A number of organizations are coordinating the action. They have spoken in advance with the day laborers about how they view the situation. In addition to, of course, not wanting to be detained and deported, they want access to customer restrooms and the ability to buy food on the premises. In short, they want to be treated with ordinary respect. The organizers are arranging a fundraiser for those day laborers who cannot seek work at the site on the day of the demonstration.

Peaceful, witty, and playful actions are one of several methods used by, among others, the movements Indivisible and Bay Resistance in the resistance to Trump. The large “No Kings!” demonstrations across the United States have also been organized by a multitude of organizations. Indivisible played a central organizing role in the most recent one, which drew seven million participants. I was not familiar with these movements before coming to California. But I have taken part in their meetings and activities throughout the fall. I was energized and impressed by their work, and I will therefore write about it in a series of blog posts.

Indivisible and Bay Resistance – part of the resistance to Trump

Indivisible was founded in 2017 in response to Trump’s first election victory. “We are a grassroots movement of thousands of local Indivisible groups working to elect progressive leaders, rebuild our democracy, and defeat the Trump agenda,” they write on their website. But many people in the movement want more than that, a point I will return to in the next blog post.
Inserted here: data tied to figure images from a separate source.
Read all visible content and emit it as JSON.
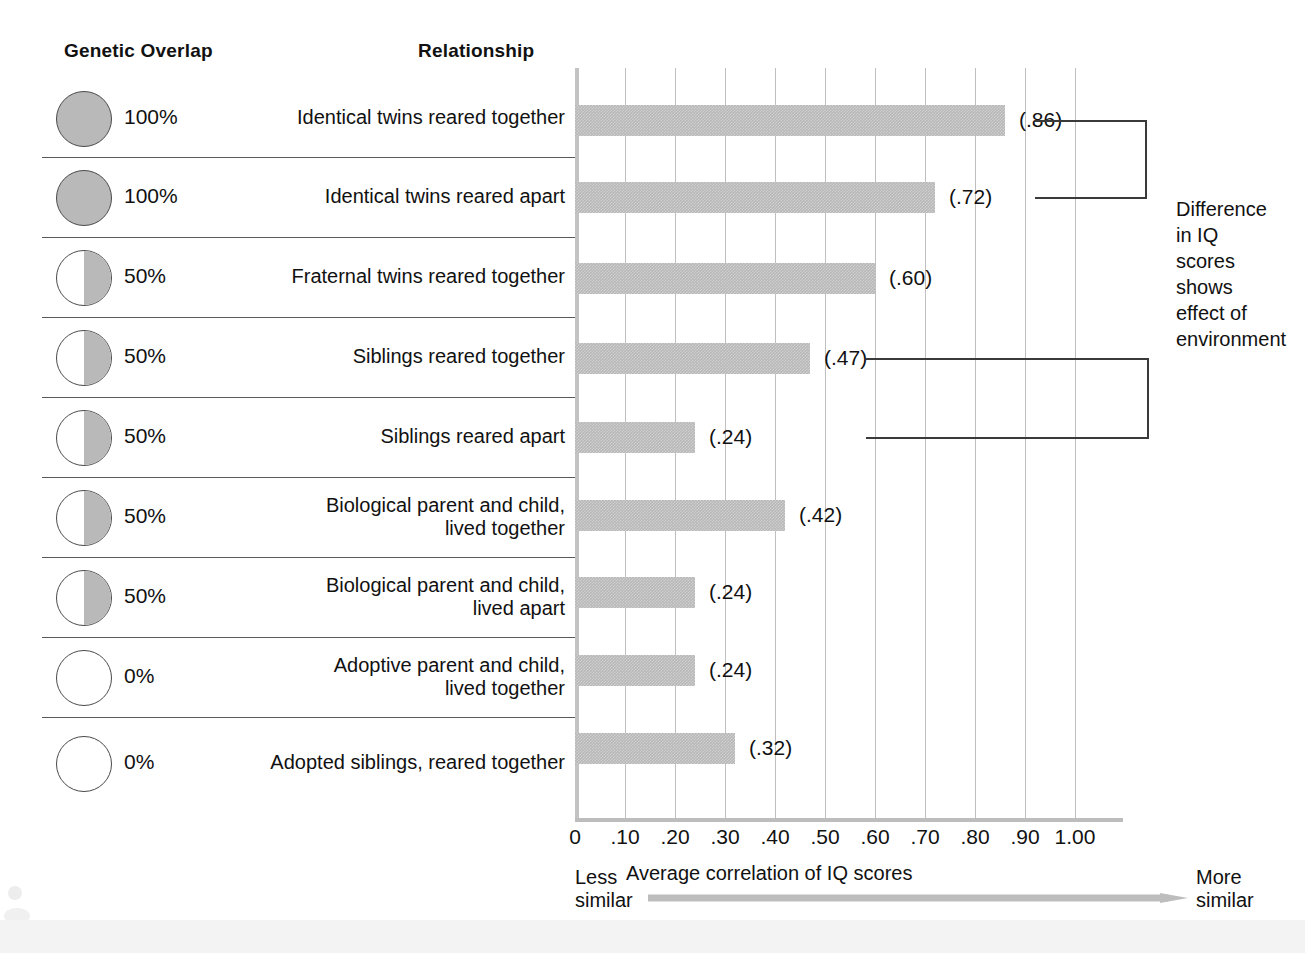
{
  "headers": {
    "genetic_overlap": "Genetic Overlap",
    "relationship": "Relationship"
  },
  "annotation": {
    "text": "Difference in IQ scores shows effect of environment"
  },
  "axis": {
    "title": "Average correlation of IQ scores",
    "less_similar": "Less\nsimilar",
    "more_similar": "More\nsimilar",
    "ticks": [
      "0",
      ".10",
      ".20",
      ".30",
      ".40",
      ".50",
      ".60",
      ".70",
      ".80",
      ".90",
      "1.00"
    ]
  },
  "rows": [
    {
      "genetic": "100%",
      "fill": "full",
      "relationship": "Identical twins reared together",
      "value_label": "(.86)"
    },
    {
      "genetic": "100%",
      "fill": "full",
      "relationship": "Identical twins reared apart",
      "value_label": "(.72)"
    },
    {
      "genetic": "50%",
      "fill": "half",
      "relationship": "Fraternal twins reared together",
      "value_label": "(.60)"
    },
    {
      "genetic": "50%",
      "fill": "half",
      "relationship": "Siblings reared together",
      "value_label": "(.47)"
    },
    {
      "genetic": "50%",
      "fill": "half",
      "relationship": "Siblings reared apart",
      "value_label": "(.24)"
    },
    {
      "genetic": "50%",
      "fill": "half",
      "relationship": "Biological parent and child,\nlived together",
      "value_label": "(.42)"
    },
    {
      "genetic": "50%",
      "fill": "half",
      "relationship": "Biological parent and child,\nlived apart",
      "value_label": "(.24)"
    },
    {
      "genetic": "0%",
      "fill": "none",
      "relationship": "Adoptive parent and child,\nlived together",
      "value_label": "(.24)"
    },
    {
      "genetic": "0%",
      "fill": "none",
      "relationship": "Adopted siblings, reared together",
      "value_label": "(.32)"
    }
  ],
  "colors": {
    "bar": "#b8b8b8",
    "circle_fill": "#b9b9b9",
    "grid": "#bfbfbf",
    "rule": "#5b5b5b",
    "text": "#111111"
  },
  "chart_data": {
    "type": "bar",
    "title": "",
    "xlabel": "Average correlation of IQ scores",
    "ylabel": "",
    "orientation": "horizontal",
    "xlim": [
      0,
      1.0
    ],
    "xticks": [
      0,
      0.1,
      0.2,
      0.3,
      0.4,
      0.5,
      0.6,
      0.7,
      0.8,
      0.9,
      1.0
    ],
    "xticklabels": [
      "0",
      ".10",
      ".20",
      ".30",
      ".40",
      ".50",
      ".60",
      ".70",
      ".80",
      ".90",
      "1.00"
    ],
    "grid": true,
    "legend": "none",
    "categories": [
      "Identical twins reared together",
      "Identical twins reared apart",
      "Fraternal twins reared together",
      "Siblings reared together",
      "Siblings reared apart",
      "Biological parent and child, lived together",
      "Biological parent and child, lived apart",
      "Adoptive parent and child, lived together",
      "Adopted siblings, reared together"
    ],
    "values": [
      0.86,
      0.72,
      0.6,
      0.47,
      0.24,
      0.42,
      0.24,
      0.24,
      0.32
    ],
    "data_labels": [
      "(.86)",
      "(.72)",
      "(.60)",
      "(.47)",
      "(.24)",
      "(.42)",
      "(.24)",
      "(.24)",
      "(.32)"
    ],
    "genetic_overlap": [
      "100%",
      "100%",
      "50%",
      "50%",
      "50%",
      "50%",
      "50%",
      "0%",
      "0%"
    ],
    "annotations": [
      {
        "text": "Difference in IQ scores shows effect of environment",
        "brackets": [
          {
            "from": "Identical twins reared together",
            "to": "Identical twins reared apart"
          },
          {
            "from": "Siblings reared together",
            "to": "Siblings reared apart"
          }
        ]
      }
    ],
    "direction_note": {
      "left": "Less similar",
      "right": "More similar"
    }
  }
}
Bay Resistance describes itself as a network of organizations, labor unions, and neighborhood groups in the Bay Area. (The Bay Area comprises San Francisco and surrounding cities and areas in Northern California.) They define their mission as defending “our communities, our movement, and our planet,” and as pushing forward on economic justice, climate justice, gender justice, and racial justice.

Growing rapidly

The movements are growing rapidly. Indivisible’s founders, the couple Leah Greenberg and Ezra Levin, hold weekly Zoom meetings where they discuss strategy and respond to questions from participants. They always begin by welcoming new Indivisible groups from around the country. Ten had been added in a single week, they reported at the most recent meeting. At the meetings I have attended, participation has ranged from 6,700 to just over 8,400 people. Attendance peaked when morale was high following the latest successful No Kings! demonstration and Democratic victories in several elections—not least the election of Zohran Mamdani as mayor of New York. Bay Resistance is also growing at a remarkable pace.

Core tasks

Both organizations work with campaigns and actions over both the short and long term. Resistance to ICE and the defense of migrants’ rights has probably been the issue that has consumed the most energy in recent times.
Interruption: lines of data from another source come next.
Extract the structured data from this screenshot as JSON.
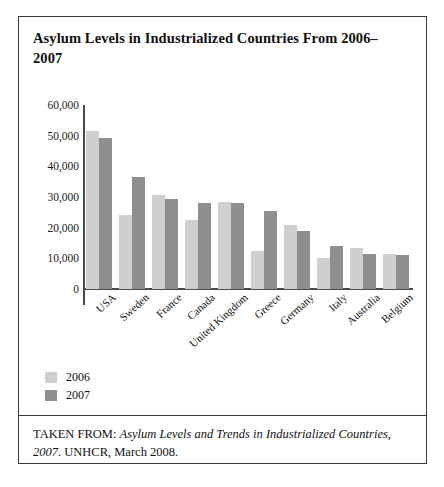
{
  "figure": {
    "title": "Asylum Levels in Industrialized Countries From 2006–2007",
    "source_prefix": "TAKEN FROM: ",
    "source_italic": "Asylum Levels and Trends in Industrialized Countries, 2007",
    "source_suffix": ". UNHCR, March 2008."
  },
  "legend": {
    "position": "below-plot",
    "items": [
      {
        "label": "2006",
        "color": "#cfcfcf"
      },
      {
        "label": "2007",
        "color": "#8e8e8e"
      }
    ]
  },
  "chart_data": {
    "type": "bar",
    "title": "Asylum Levels in Industrialized Countries From 2006–2007",
    "xlabel": "",
    "ylabel": "",
    "ylim": [
      0,
      60000
    ],
    "ytick_labels": [
      "60,000",
      "50,000",
      "40,000",
      "30,000",
      "20,000",
      "10,000",
      "0"
    ],
    "ytick_values": [
      60000,
      50000,
      40000,
      30000,
      20000,
      10000,
      0
    ],
    "grid": false,
    "categories": [
      "USA",
      "Sweden",
      "France",
      "Canada",
      "United Kingdom",
      "Greece",
      "Germany",
      "Italy",
      "Australia",
      "Belgium"
    ],
    "series": [
      {
        "name": "2006",
        "color": "#cfcfcf",
        "values": [
          51500,
          24000,
          30500,
          22500,
          28300,
          12500,
          21000,
          10000,
          13500,
          11500
        ]
      },
      {
        "name": "2007",
        "color": "#8e8e8e",
        "values": [
          49200,
          36500,
          29500,
          28000,
          28000,
          25500,
          19000,
          14000,
          11500,
          11000
        ]
      }
    ]
  }
}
Political work within and directed at the Democratic Party is also important. Several people I spoke with in the organizations have been active—perhaps beginning their political engagement—in campaigns for individual candidates such as Bernie Sanders or Kamala Harris. Indivisible seeks to influence the party by supporting radical candidates. The founders analyze which candidates to back along two axes. One is the left–right axis. The other measures how willing candidates are to actively resist the drift toward authoritarianism. Indivisible wants to replace candidates who “play dead” (as they put it) with those who fight for democracy. The movement is currently developing a strategy to support candidates who meet their demands in next year’s primary elections.

Fundamental issues of justice are also central to the organizations’ work. Both collaborate with movements working for universal access to healthcare and the ability to earn a living, and against discrimination and inequality. They also organize their own campaigns around these themes.

There are working groups focused on climate issues, but that work does not appear to be prioritized at the moment. And I understand that it is easier to mobilize people around resistance to Trump than around climate issues. But I am not sure that this is the right long-term priority. Nor am I sure that they are wrong—here are tens of thousands of people engaging for a more livable world.

And they do so according to a carefully thought-out strategy, which I will describe in the next blog post.